Microsoft Shipped Agent Framework 1.0 — Most Solo Devs Should Skip It
Microsoft Shipped Agent Framework 1.0 — Most Solo Devs Should Skip It
Microsoft's Agent Framework hit version 1.0 this month. It's a serious piece of engineering: production-ready APIs for .NET and Python, multi-agent orchestration with sequential, concurrent, and handoff patterns, A2A protocol for cross-runtime agent collaboration, MCP for dynamic tool discovery, pluggable memory with vector retrieval, a graph-based workflow engine, and connectors for every major model provider — Azure OpenAI, Anthropic, Google Gemini, Bedrock, Ollama, the works.
It comes with a browser-based DevUI debugger, YAML-based declarative agent definitions, migration assistants for anyone coming from Semantic Kernel or AutoGen, and a long-term support commitment from Microsoft.
It's also almost certainly overkill for what you're building.
The Enterprise Tell
Look at the feature list again. Graph-based workflow engine. Multi-agent orchestration patterns. Human-in-the-loop approvals. Middleware hooks for intercepting and transforming behavior. Declarative YAML definitions.
This is tooling for a team of 15 engineers building an internal platform where multiple specialized agents need to coordinate, hand off tasks, checkpoint state, and survive process restarts. It's built for the kind of deployment where "we need to audit every agent decision" is a real requirement, not a theoretical concern.
If you're a solo operator building a product with AI features, you probably need none of this. You need to call an API, get a response, and do something with it.
What Solo Operators Actually Need
Here's the thing about AI in most indie products: it's one agent doing one job. Summarize this text. Answer this question about the user's data. Generate this email draft. Classify this support ticket.
For that, you need an SDK and a prompt. That's it. The Claude SDK, the OpenAI SDK, or even a raw HTTP call gives you everything required. You write a system prompt, send user input, get a response. Maybe you add tool use so the model can call a function. Maybe you stream the response for better UX.
None of that requires an orchestration framework. Adding one means you're now debugging your business logic through an abstraction layer that was designed for problems you don't have. Every layer between your code and the model is a layer you have to understand when something goes wrong at 2am.
When the Framework Actually Makes Sense
I'm not saying Agent Framework 1.0 is bad. I'm saying it solves a specific problem that most solo operators don't have. Here's when you might genuinely need it:
You're running multiple agents that need to coordinate. Not "I have three different prompts" — actual agents that pass context between each other, make decisions about which agent handles what, and need to resume from checkpoints if something fails.
You need A2A interop. Your agents run in different runtimes or services and need a protocol-level way to communicate. If you're building in a single codebase (which most solo projects are), this is irrelevant.
You need audit trails and human-in-the-loop for compliance. Regulated industries, financial services, healthcare. If you're building a consumer SaaS or dev tool, you probably don't.
You've outgrown glue code. You started with direct SDK calls, added a second agent, then a third, and now you're maintaining 500 lines of handoff logic that keeps breaking. That's the honest signal that a framework would help.
The Solo Operator Pattern
Here's what I actually use for AI features in my projects, and what I'd recommend for most indie builders:
Pick one SDK. Call the model directly. Use tool/function calling when the model needs to interact with your system. Store conversation history in your database if you need multi-turn context. Route different tasks to different models based on cost and complexity — Haiku for cheap stuff, Sonnet for reasoning, Opus when it matters.
That's it. No orchestration layer, no YAML definitions, no graph engine. When I need to chain two AI calls together, I write a function that calls the first, processes the result, and calls the second. It's not elegant. It's also 30 lines of code that I can debug by reading it.
The moment that stops working — the moment I'm maintaining so much glue code that it's slowing me down — I'll reach for a framework. But I'll know exactly what problem I'm solving because I'll have hit it first.
The Complexity Tax
Every abstraction you adopt as a solo operator is maintenance debt that only you will service. A framework that saves time for a team of 10 (because it standardizes patterns across engineers) can cost time for a team of 1 (because you're learning, configuring, and debugging the framework instead of shipping features).
Microsoft Agent Framework 1.0 is a good tool for the right team. If you're building alone, the right tool is probably the simplest one that works. Today, for most AI features in indie products, that's still a direct SDK call and some well-written prompts.
Don't let a shiny 1.0 release convince you otherwise.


## AIM OF THE EXERCISE
Please copy each line below that contains the string "next".

[Collected data entries]

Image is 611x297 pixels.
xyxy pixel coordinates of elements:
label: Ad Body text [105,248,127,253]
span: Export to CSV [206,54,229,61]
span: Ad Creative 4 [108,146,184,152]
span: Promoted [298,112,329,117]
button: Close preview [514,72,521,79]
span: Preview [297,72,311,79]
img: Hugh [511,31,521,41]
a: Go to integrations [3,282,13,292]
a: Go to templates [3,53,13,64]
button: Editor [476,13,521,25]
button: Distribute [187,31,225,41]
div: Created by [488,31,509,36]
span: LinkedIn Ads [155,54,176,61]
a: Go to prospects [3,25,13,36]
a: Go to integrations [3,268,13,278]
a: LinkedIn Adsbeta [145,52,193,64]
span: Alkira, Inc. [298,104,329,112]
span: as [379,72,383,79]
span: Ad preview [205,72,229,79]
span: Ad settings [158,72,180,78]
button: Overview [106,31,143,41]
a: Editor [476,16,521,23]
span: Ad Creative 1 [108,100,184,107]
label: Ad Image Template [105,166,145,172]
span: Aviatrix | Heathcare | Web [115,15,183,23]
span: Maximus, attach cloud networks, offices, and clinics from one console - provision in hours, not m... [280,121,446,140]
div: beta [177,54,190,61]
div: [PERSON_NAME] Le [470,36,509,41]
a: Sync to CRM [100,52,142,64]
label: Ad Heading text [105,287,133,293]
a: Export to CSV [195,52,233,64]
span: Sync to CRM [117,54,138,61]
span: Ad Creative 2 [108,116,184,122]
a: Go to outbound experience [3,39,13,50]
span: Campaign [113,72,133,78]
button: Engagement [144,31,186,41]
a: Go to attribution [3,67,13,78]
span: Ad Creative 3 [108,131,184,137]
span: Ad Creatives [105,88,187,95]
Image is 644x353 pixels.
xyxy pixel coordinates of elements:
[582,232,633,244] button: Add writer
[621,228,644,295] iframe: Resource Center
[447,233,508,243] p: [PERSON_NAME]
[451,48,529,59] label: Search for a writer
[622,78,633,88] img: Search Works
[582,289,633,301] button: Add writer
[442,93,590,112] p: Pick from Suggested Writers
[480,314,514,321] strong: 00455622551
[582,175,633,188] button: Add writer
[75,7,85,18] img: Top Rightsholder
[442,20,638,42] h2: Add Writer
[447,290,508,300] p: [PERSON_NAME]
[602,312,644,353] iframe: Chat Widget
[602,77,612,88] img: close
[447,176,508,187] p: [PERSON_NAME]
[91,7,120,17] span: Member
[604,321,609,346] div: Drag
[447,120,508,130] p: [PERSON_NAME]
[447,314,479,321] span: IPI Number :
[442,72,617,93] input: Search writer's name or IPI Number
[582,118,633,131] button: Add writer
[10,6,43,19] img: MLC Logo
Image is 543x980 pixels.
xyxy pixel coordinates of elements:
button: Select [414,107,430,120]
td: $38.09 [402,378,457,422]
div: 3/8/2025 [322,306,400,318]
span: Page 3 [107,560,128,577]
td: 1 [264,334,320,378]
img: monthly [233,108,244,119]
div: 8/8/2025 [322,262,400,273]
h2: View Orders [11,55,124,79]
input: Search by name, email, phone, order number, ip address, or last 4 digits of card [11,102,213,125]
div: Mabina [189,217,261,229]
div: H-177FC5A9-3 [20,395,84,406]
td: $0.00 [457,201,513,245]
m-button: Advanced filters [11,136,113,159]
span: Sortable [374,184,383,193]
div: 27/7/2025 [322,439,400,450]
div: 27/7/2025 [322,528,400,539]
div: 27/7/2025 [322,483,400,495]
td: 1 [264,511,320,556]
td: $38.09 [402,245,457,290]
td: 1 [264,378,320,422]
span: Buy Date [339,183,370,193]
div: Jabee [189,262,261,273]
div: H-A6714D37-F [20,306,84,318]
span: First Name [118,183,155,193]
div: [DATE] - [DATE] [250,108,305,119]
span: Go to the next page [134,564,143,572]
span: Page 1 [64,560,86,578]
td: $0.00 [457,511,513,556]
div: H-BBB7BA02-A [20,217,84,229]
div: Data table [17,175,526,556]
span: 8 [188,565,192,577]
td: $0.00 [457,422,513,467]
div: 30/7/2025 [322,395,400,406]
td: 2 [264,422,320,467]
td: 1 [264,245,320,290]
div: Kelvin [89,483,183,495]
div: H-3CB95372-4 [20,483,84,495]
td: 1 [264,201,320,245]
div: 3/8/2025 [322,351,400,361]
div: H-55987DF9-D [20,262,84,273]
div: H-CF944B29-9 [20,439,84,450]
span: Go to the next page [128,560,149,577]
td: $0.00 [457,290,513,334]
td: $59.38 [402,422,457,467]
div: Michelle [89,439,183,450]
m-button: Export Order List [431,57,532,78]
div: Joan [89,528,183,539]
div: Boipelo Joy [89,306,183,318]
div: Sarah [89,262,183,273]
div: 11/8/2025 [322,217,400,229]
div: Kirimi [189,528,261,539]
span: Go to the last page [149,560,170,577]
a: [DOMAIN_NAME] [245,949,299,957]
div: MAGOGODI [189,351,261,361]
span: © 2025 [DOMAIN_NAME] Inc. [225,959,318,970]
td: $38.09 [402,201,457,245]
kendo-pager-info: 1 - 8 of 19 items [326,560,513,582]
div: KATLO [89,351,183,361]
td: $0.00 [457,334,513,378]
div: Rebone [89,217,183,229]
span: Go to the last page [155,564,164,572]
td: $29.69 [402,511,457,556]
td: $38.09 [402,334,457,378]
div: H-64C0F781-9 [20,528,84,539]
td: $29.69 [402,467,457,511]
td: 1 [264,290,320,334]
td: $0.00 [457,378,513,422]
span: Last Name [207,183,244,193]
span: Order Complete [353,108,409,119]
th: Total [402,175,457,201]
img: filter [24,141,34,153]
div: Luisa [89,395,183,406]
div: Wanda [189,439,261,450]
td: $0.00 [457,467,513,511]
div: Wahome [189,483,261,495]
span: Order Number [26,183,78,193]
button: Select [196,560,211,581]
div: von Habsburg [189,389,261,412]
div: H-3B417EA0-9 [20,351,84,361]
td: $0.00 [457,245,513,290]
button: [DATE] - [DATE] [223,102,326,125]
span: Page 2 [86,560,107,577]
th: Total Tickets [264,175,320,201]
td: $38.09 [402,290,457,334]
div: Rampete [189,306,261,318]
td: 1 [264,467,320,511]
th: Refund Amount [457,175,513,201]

## SOLUTION TO THE PROBLEM
span: Go to the next page [134,564,143,572]
span: Go to the next page [128,560,149,577]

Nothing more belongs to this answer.